Cryptocurrencies: benefits and risks of virtual currencies

Bringing their total to over 900. In other words, the number of virtual currencies in the world more than triples the number of conventional, state-issued currencies, which according to the UN currently stand at 180.
As investors and potential holders, we should first describe the main features of these virtual currencies, to then analyse their possible benefits, risks and valuations.
Main features:
Virtual currency is a currency that serves as a means of payment and is, in turn, decentralised, i.e., it is not issued by a central bank or a state.
On the contrary, they are a community of technology developers who, at the time it is created, reach an agreement on the following criteria about:
- How much, at what speed and until when the new currency is going to be issued over time because money supply tends to be finite.
- How transactions in the same are going to be verified because each transaction (called a “block”) only exists if it has been verified by another user and is published in a single “ledger” (the so-called Blockchain is a public list where each block is a verified transaction).
- What commission fees are going to be charged in virtual currency for verifying said transactions; in the majority of currencies, this is how new currency is generated, through the verification of transactions between third parties (computers with very high powers of calculation are needed to decipher the code encryption).
- And many other questions of an economic and technological nature as well as protocols for making decentralised decisions.
2017 has been the year of cryptocurrencies: More than 300 new virtual currencies have been created.The market is currently dominated by Bitcoin. It was the first such currency to be widely accepted in 2009; it capitalises some $138,000 million and has appreciated by around 773% in 2017. As we can observe at below graph, the current price amounts more than 8.000 dollars per bitcoin.
The other dominant virtual currency is Ethereum, the main differentiating factor of which is that it offers “Smart contracts” as a means of payment; these contracts are autonomously activated by a computer programme in a predefined way and they imply different obligations stipulated beforehand between two or more parties. Analysis: Benefits: They allow almost instantaneous money transfers with very low commission fees, without verification by a financial entity. Furthermore, they offer anonymity because each transaction is encrypted. On an investor level, they are totally uncorrelated with any other asset. Risks: Cryptocurrency valuations are extremely volatile, whereby it is very difficult to predict their future value. They are subject to theft (hacking) either at the exchange entities where they are bought and sold or in each end user's online wallet. State regulation may be contrary to them or prohibit their usage, such as recently occurred in China. Many of them will fall into disuse and lose their value or they will be split into other currencies as has happened to Bitcoin three times already. Conclusions:
- Traditional currencies are assessed by the interest rate, in absolute terms and relative to other currencies, established as a benchmark by the issuing country’s central bank and the expected inflation in the country’s money supply.
- Virtual currencies have no benchmark interest rate and are deflationist because their money supply is limited, hence it is extremely complicated to reach a valuation for them.
- Their intrinsic value is the use their users make of them, the supply and demand produced for each currency due to their value as a means of payment (based on the agility of transactions in the same and the commission fees charged).
- Their efficiency when it comes to executing and assuring compliance of the “Smart contracts” (software that assures and enables agreements between two or more parties): many virtual currencies are beginning to offer them, although their use is limited, concentrated largely in the start-ups' sector.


Your output must hold every entry exactly as written and none of the pictures.
.....
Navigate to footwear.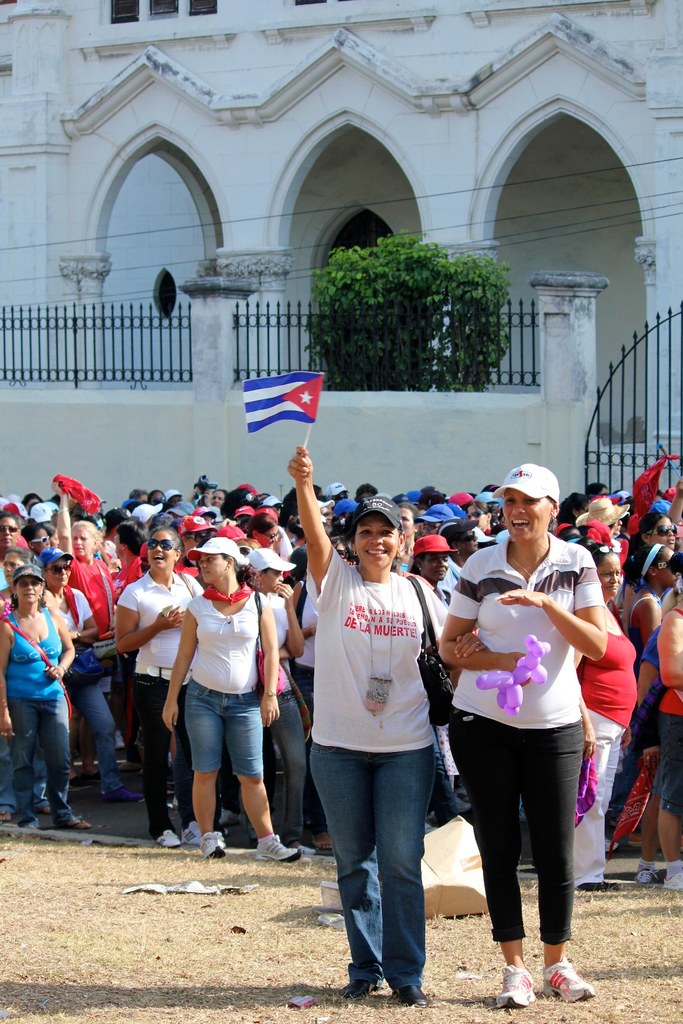
Navigation target: box=[493, 956, 539, 1009].
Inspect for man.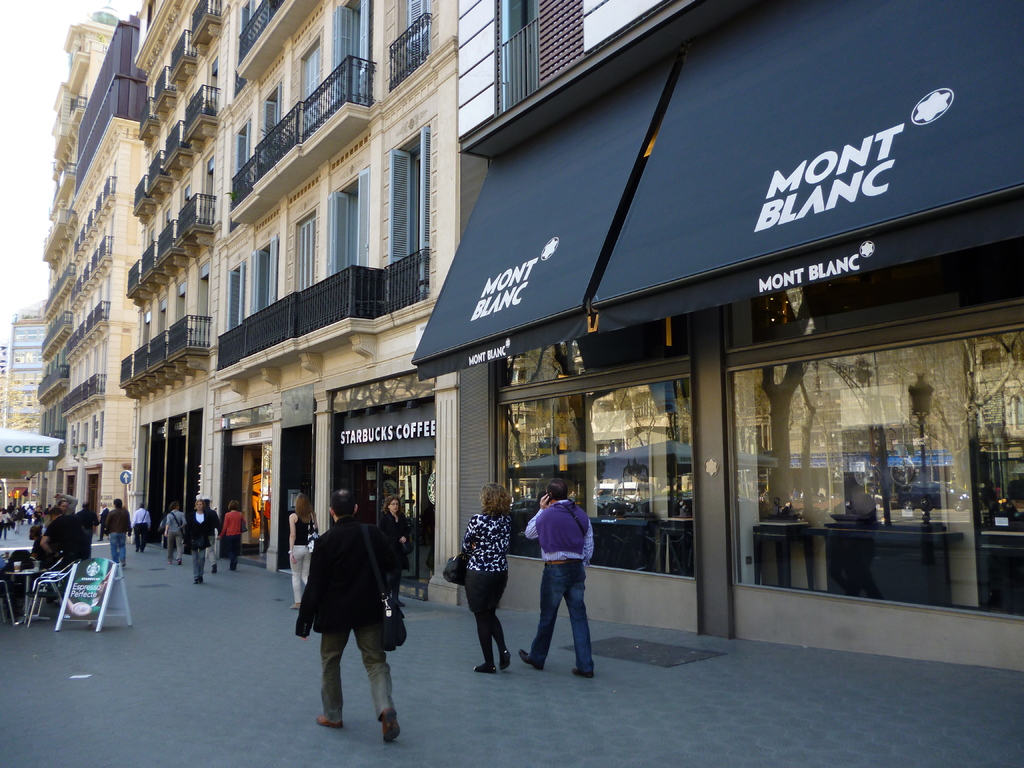
Inspection: box=[132, 506, 153, 552].
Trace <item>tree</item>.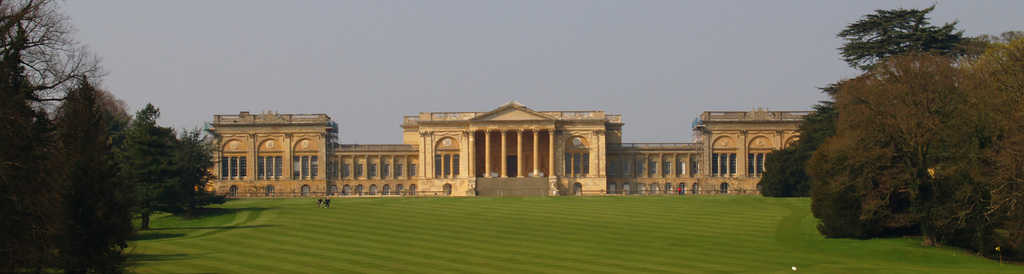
.....
= Exercise answer =
Navigate to footwear.
Navigation target: box=[493, 956, 539, 1009].
Inspect for man.
Inspection: box=[132, 506, 153, 552].
Trace <item>tree</item>.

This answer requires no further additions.